The core numbers (2026)

RequirementTypical 2026 range*
Loan-to-Cost — purchase80–90%
Renovation financingUp to 100% (via draws)
ARV cap (LTARV)65–75% of after-repair value
Rate~8–14% (experienced 9.5–11.5%)
Points~1–3
Term6–18 mo (12 typical), interest-only
Credit620+ (640+ better, 720+ best)
Income docsNone — no tax returns/DTI
Close5–14 days
ExitSell, or refi to DSCR (BRRRR)

*Illustrative for 2026; set by individual lenders and vary by borrower, experience, and deal. Not an offer. See how rates price →

How the loan is sized — the lesser of two caps

Every flip loan runs two calculations and funds the lower one:

1. Loan-to-Cost (LTC)

  • 80–90% of the purchase price
  • + up to 100% of the rehab budget
  • Your "skin in the game" is the rest

2. ARV cap (LTARV)

  • Total loan ≤ 65–75% of ARV
  • Protects the lender if the market softens
  • Often the binding constraint
Why the ARV cap usually wins: On paper, "90% of purchase + 100% of rehab" sounds like almost no money down. In practice the ARV cap frequently sets the real ceiling — because the total loan can't exceed ~70% of what the finished home is worth. That's exactly why a realistic ARV is the most important number in your whole deal: inflate it and your loan (and your margin) evaporate at underwriting. We help you set a defensible ARV from real comps before you write the offer. Model it in the calculator →

The 70% rule

The classic screen every flipper uses before making an offer:

Formula

Max Purchase Price = (ARV × 0.70) − Rehab Costs

Example: ARV $800,000, rehab $100,000 → max purchase = ($800,000 × 0.70) − $100,000 = $460,000. The 30% margin covers financing, holding, and selling costs plus your profit. Experienced flippers flex to 65–75% by market — tighter in fast Bay Area corridors, closer to 65% in slower Central Valley areas.
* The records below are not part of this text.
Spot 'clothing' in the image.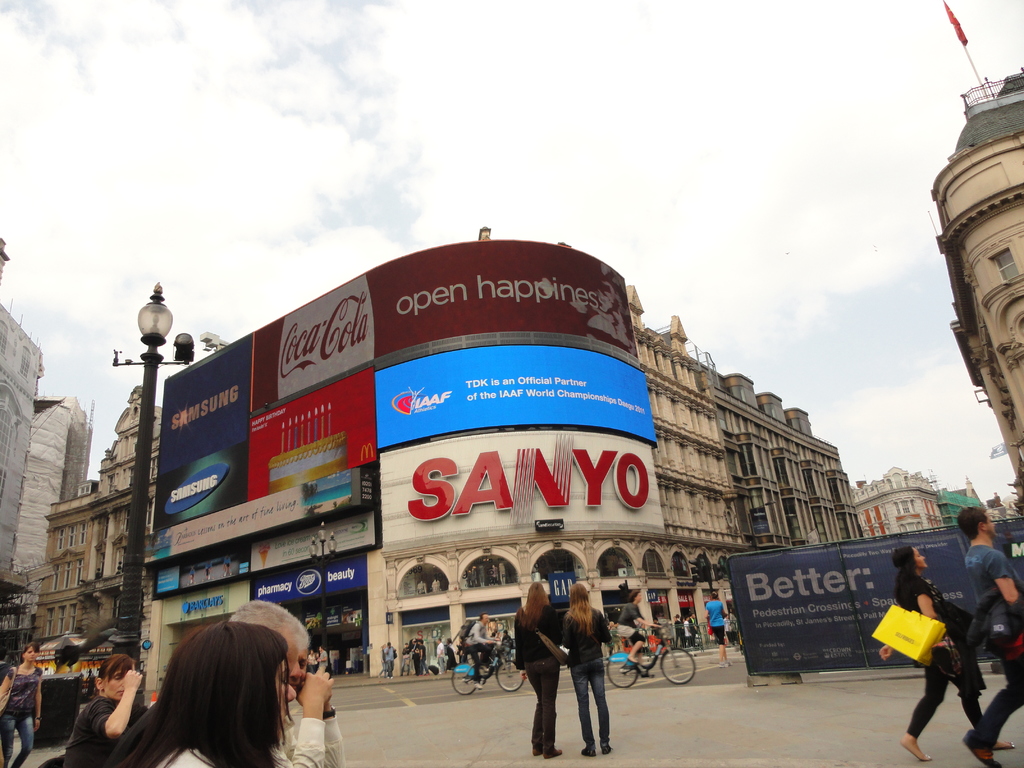
'clothing' found at x1=66 y1=691 x2=141 y2=752.
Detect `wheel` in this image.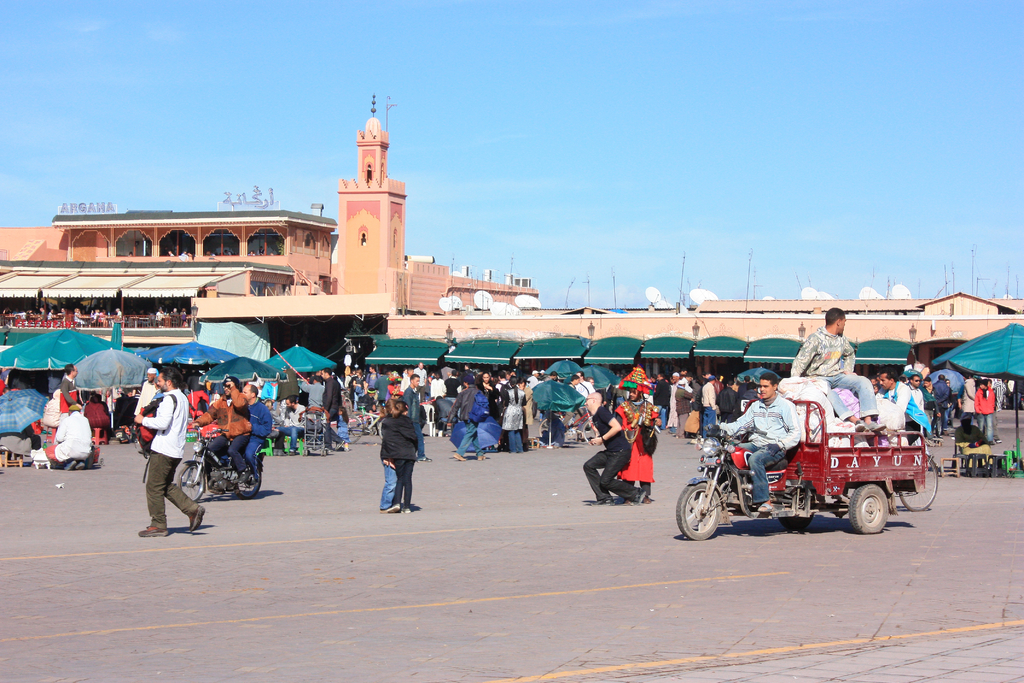
Detection: bbox=(236, 465, 263, 500).
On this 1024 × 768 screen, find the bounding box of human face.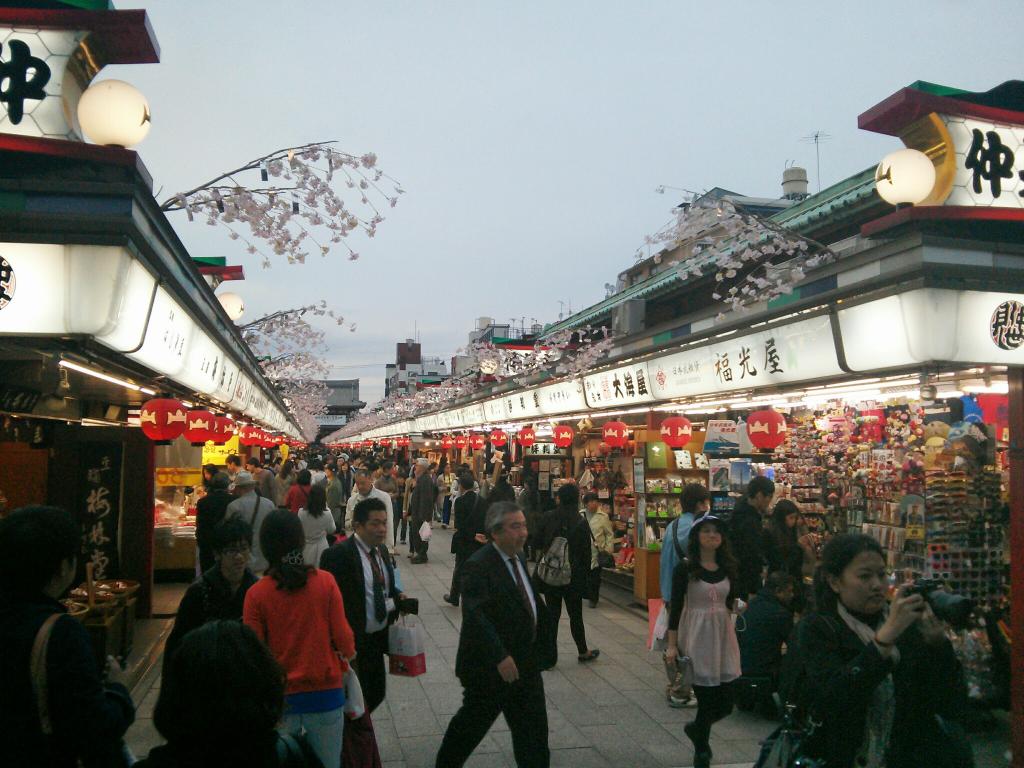
Bounding box: 501/511/528/554.
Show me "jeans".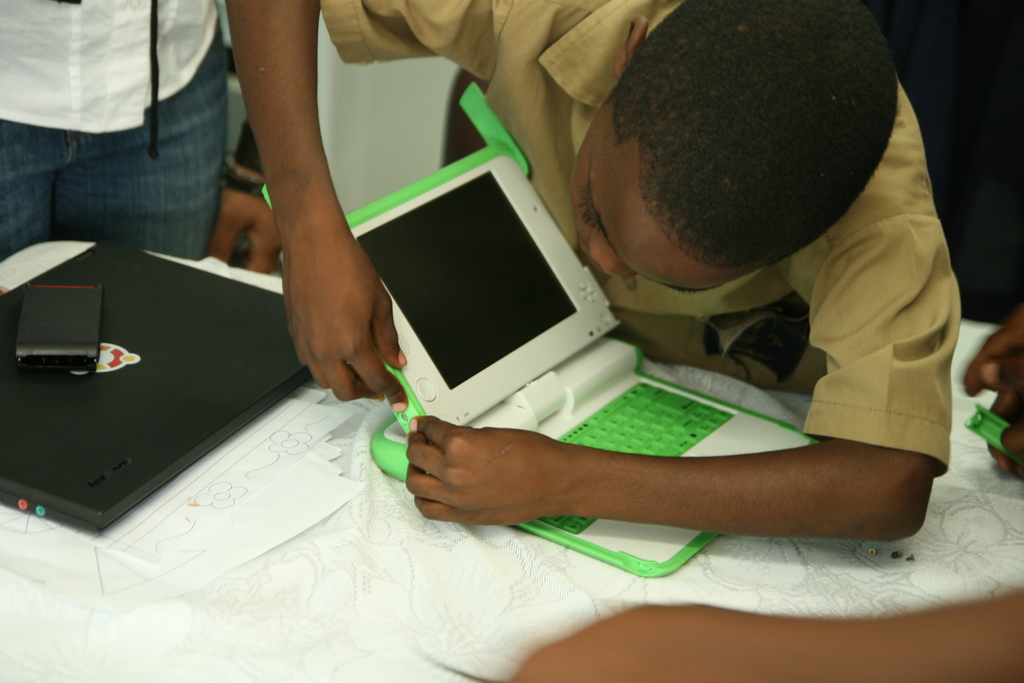
"jeans" is here: 2 23 250 286.
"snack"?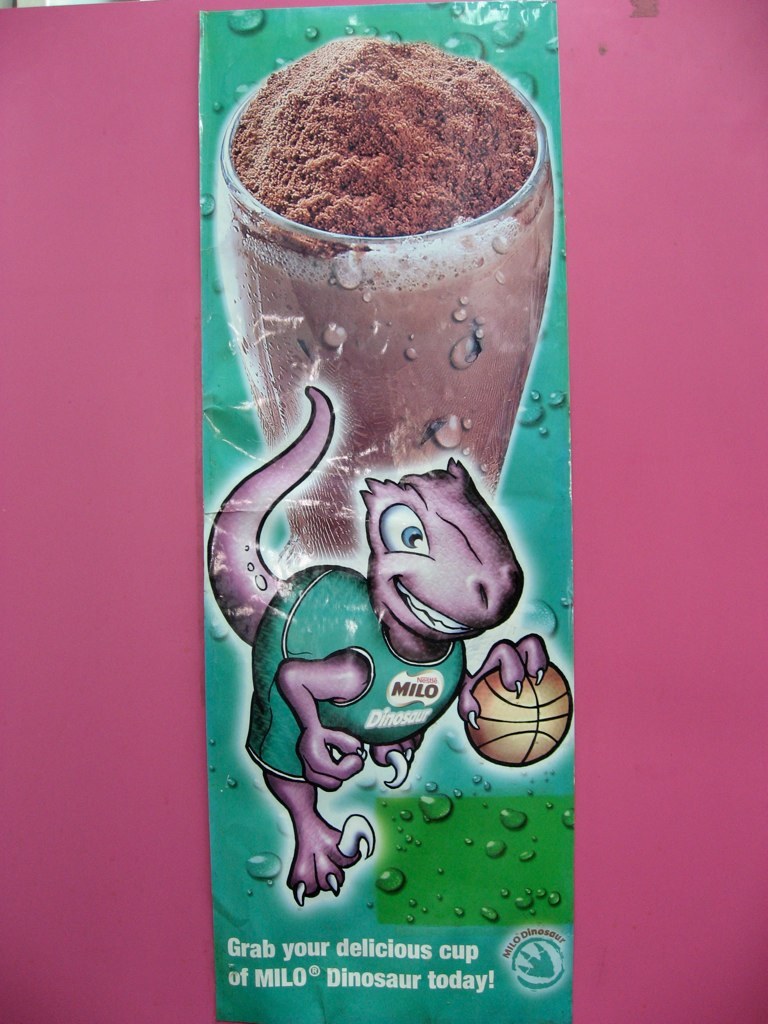
<box>207,57,567,670</box>
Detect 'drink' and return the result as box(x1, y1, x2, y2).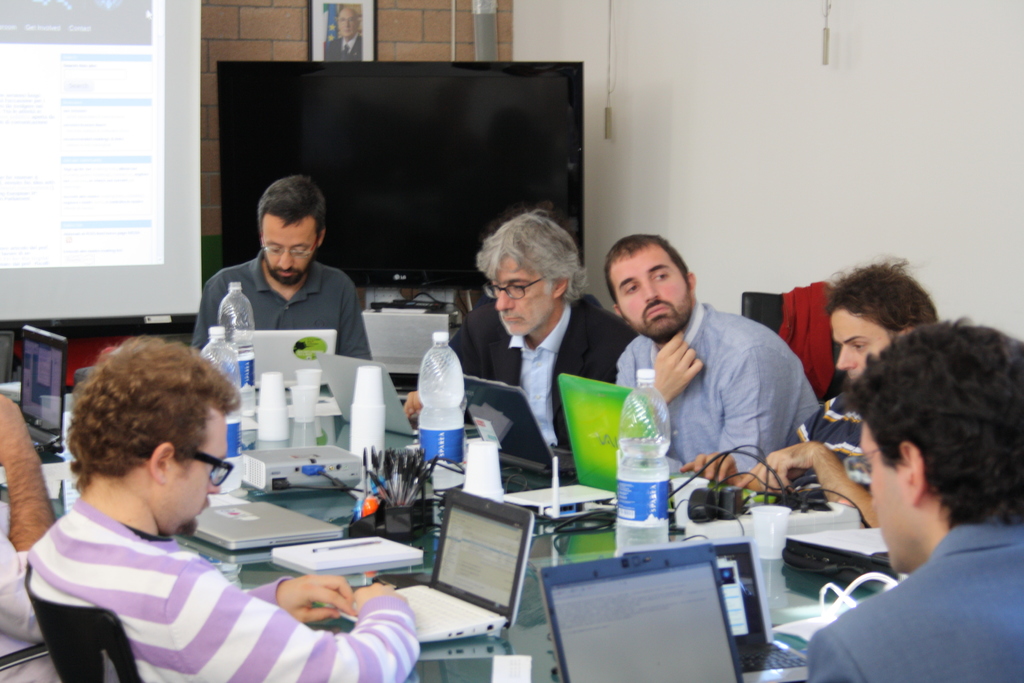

Draws & how interest is charged

  • Rehab draw schedule — renovation funds are held back and released in stages tied to milestones, usually as reimbursement draws (pay the contractor, submit receipts, get reimbursed).
  • Dutch interest — interest accrues on the full loan, including undrawn rehab, from day one.
  • Non-Dutch interest — interest only on funds actually disbursed. Cheaper carry; always ask which structure you're being quoted.

Documents you need

DocumentWhy
Purchase contractDefines the deal & price
Scope of work / rehab budgetSizes the renovation & draws
ARV support (comps)Sets the ARV cap
Proof of funds (cash to close)Down payment & reserves
Entity docsBusiness-purpose vesting
Flip resume (if any)Experience tier & pricing

Reviewed by the licensing team at Save Financial, a California-licensed mortgage brokerage (NMLS #377740, DRE #01875766) founded in 2009 and serving all 58 counties from offices in Newport Beach and Marina del Rey.

Found a flip? Let's run the numbers before you offer.

Send us the purchase price, rehab budget, and ARV and we'll size the loan off both the LTC and ARV caps, apply the 70% rule, confirm the draw structure, and check your margin — so you write an offer that pencils. Free, no obligation.